I would tend to think its not a sewer line just because 1) There are no drains in the garage and 2) the 4" main stack goes through the basement concrete pad and out towards the street - about 7' below the garage pad.

I was wondering if there would be some type of drainage that feeds to the basement sump pump. Was this type of thing ever standard practice?

Ah, you ass-u-me. That is completely different. You need to have a proffesional come in and actally identify the drainage prblem or verify that you already corrected it before proceeding

Carl Salamone
09-30-2011, 01:37 PM
Thanks all for the input.

John Kogel
10-04-2011, 08:05 PM
If you can't get a camera in, rent a borascope. That could be a buried driveway drain.

Joseph Ehrhardt
10-16-2011, 06:39 AM
Rick summed it up with "I would want to know more its cause"

You need to investigate, at least if its a minor repair then expose it, clean the surface and plaster the foundation below the slab as so not to allow water to pour into the block cells and freeze that up in your code zone.

Before you go and pump a block wall blindly with out knowing your wall structure condition, you need to saw cut the drive way corner and dig down and expose the block and brick face wall assembly below grade. Thats a point load over a garage door corner and that could be just simple neglect over years from the roof drains resulting in a break down of a CMU bond and a errosion between the block and that already thin looking garage floor slab. This could result with water running into the foundation cells. As mentioned,we dont get enough information like grade and roof info to troubleshoot.

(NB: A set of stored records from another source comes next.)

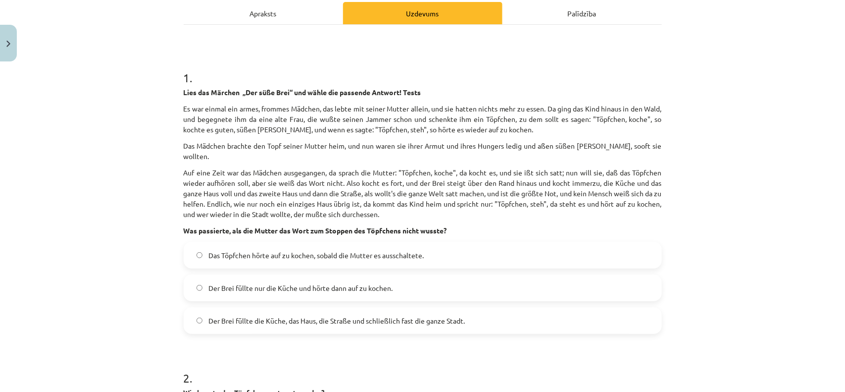  What do you see at coordinates (423, 13) in the screenshot?
I see `div: Uzdevums` at bounding box center [423, 13].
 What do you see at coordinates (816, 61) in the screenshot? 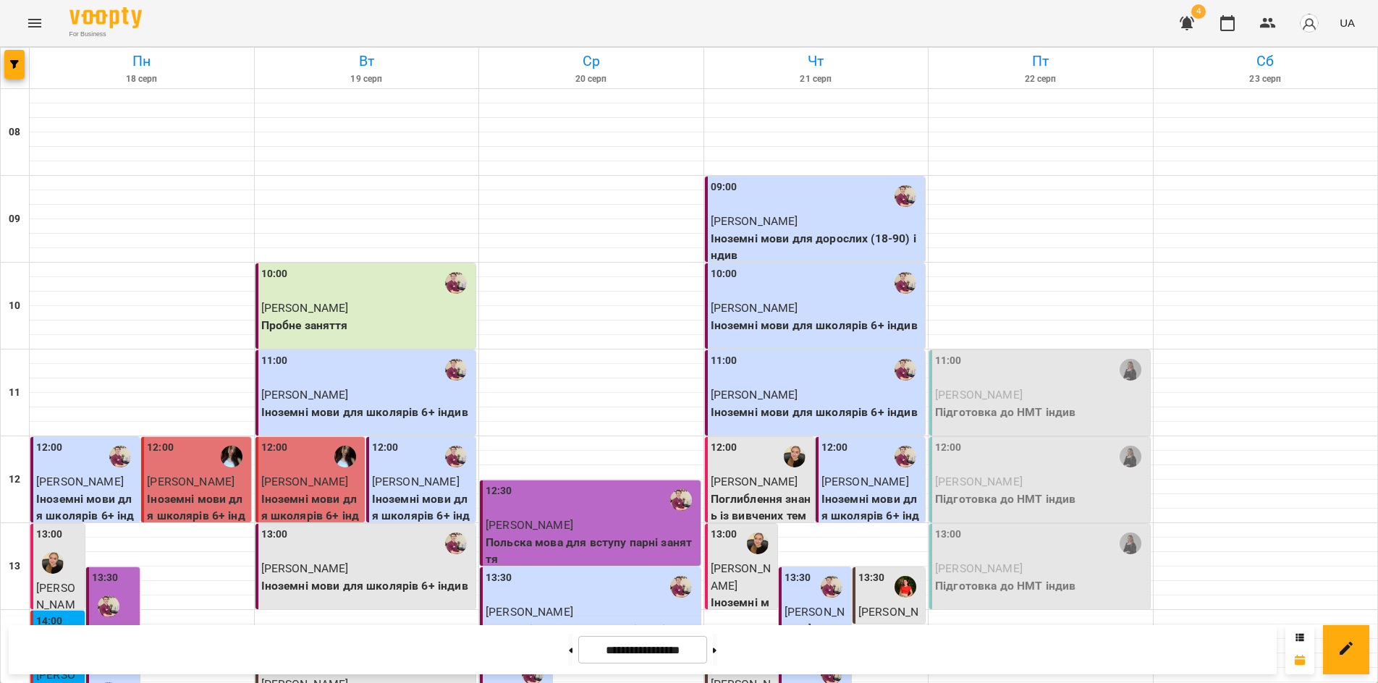
I see `h6: Чт` at bounding box center [816, 61].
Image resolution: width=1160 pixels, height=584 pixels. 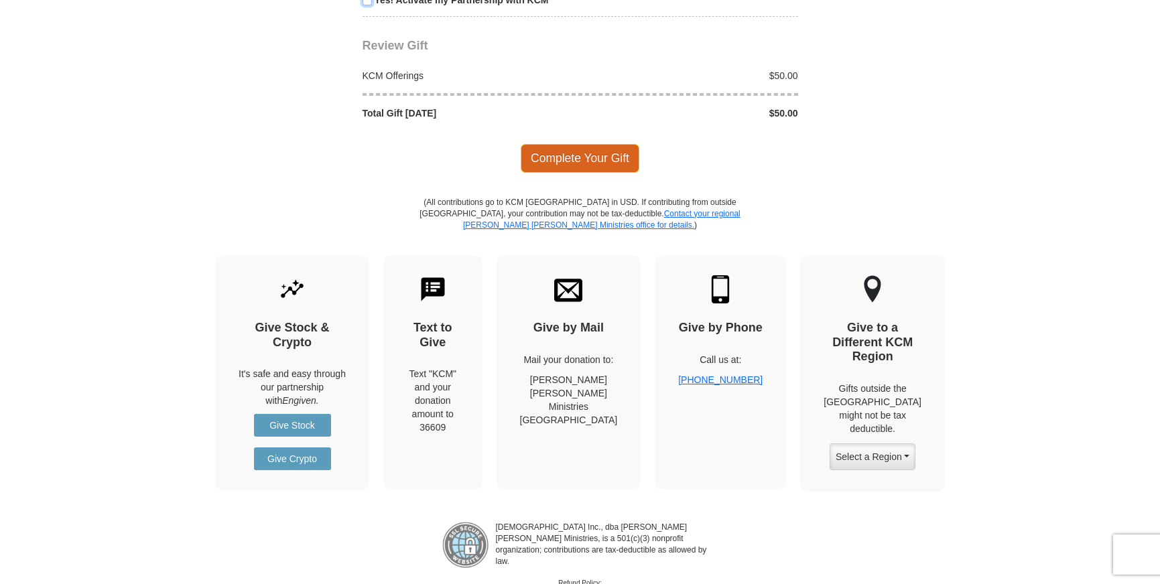 What do you see at coordinates (720, 289) in the screenshot?
I see `img: mobile.svg` at bounding box center [720, 289].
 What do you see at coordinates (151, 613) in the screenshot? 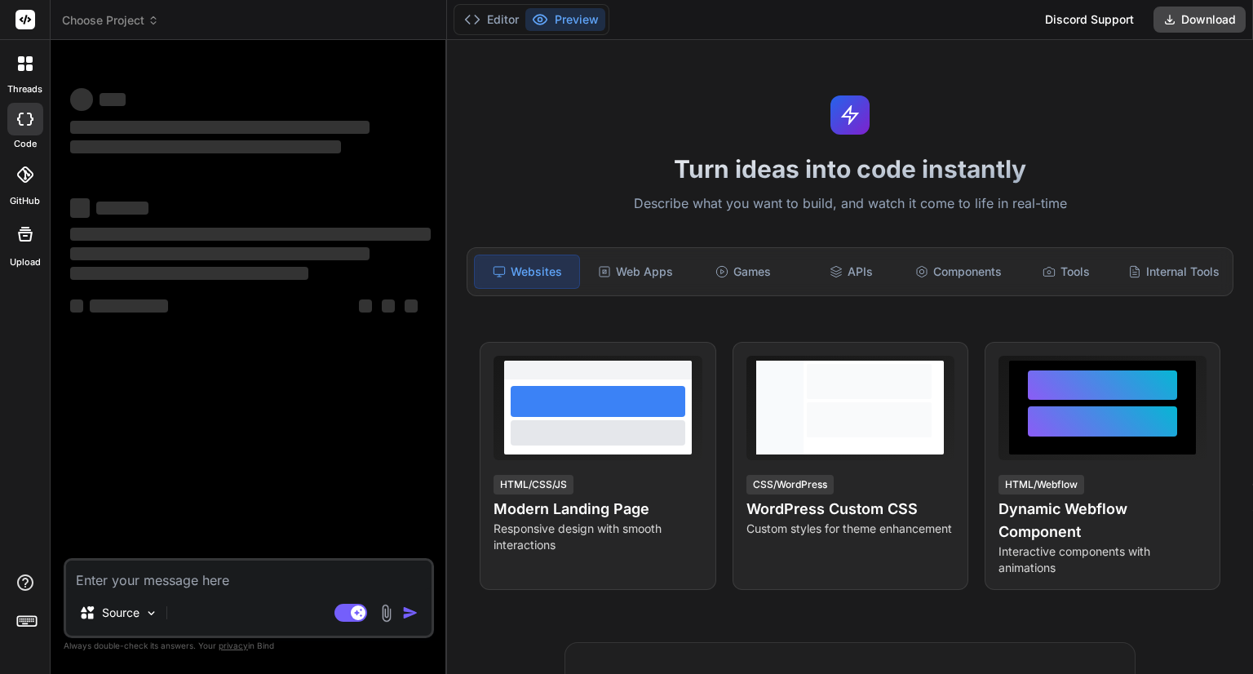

You want to make sure you expose that surface and cure the repair correctly or your doing just what you stated, pouring 50 lbs blindly into a hole not knowing where its going. just spending time and money, so spend it wisely.

Bill Hetner
10-18-2011, 12:24 PM
following John's suggestion, the other way would be get a plumber in with a scope to further investigate and get a video of what your dealing with. there are several ways of dealing with it and costs. find out what works best for you. a short scope might shine some light on the issue but a plumber will have the resources to do deep if needed.

Joseph Ehrhardt
10-18-2011, 06:56 PM
You would spend $300 to $400 here in NJ to scope that, waste of time to drop a scope 3 to 4 courses of block till you hit top of footing.
saw rental $35, bags of black top $20, cement patch $5.00, shovel- hopefully in the garage.

You need to cut the driveway surface back just to bend the scope in any way. Once the asphalts up, take a couple shovels of dirt out down the block foundation which would expose something simple or structural cracks.

Carl stated drain issues, the water eroded the block after the black top settled. I would be more incline to spend money in the direction of observation and hopefully simple repair. That top course under the block should be filled solid below the garage slab threshold. It also looks like someone skim coated something on that road salted garage slab. You guys must salt the crap out of the roads like they do here in Jersey or thats one course aggregate slab surface.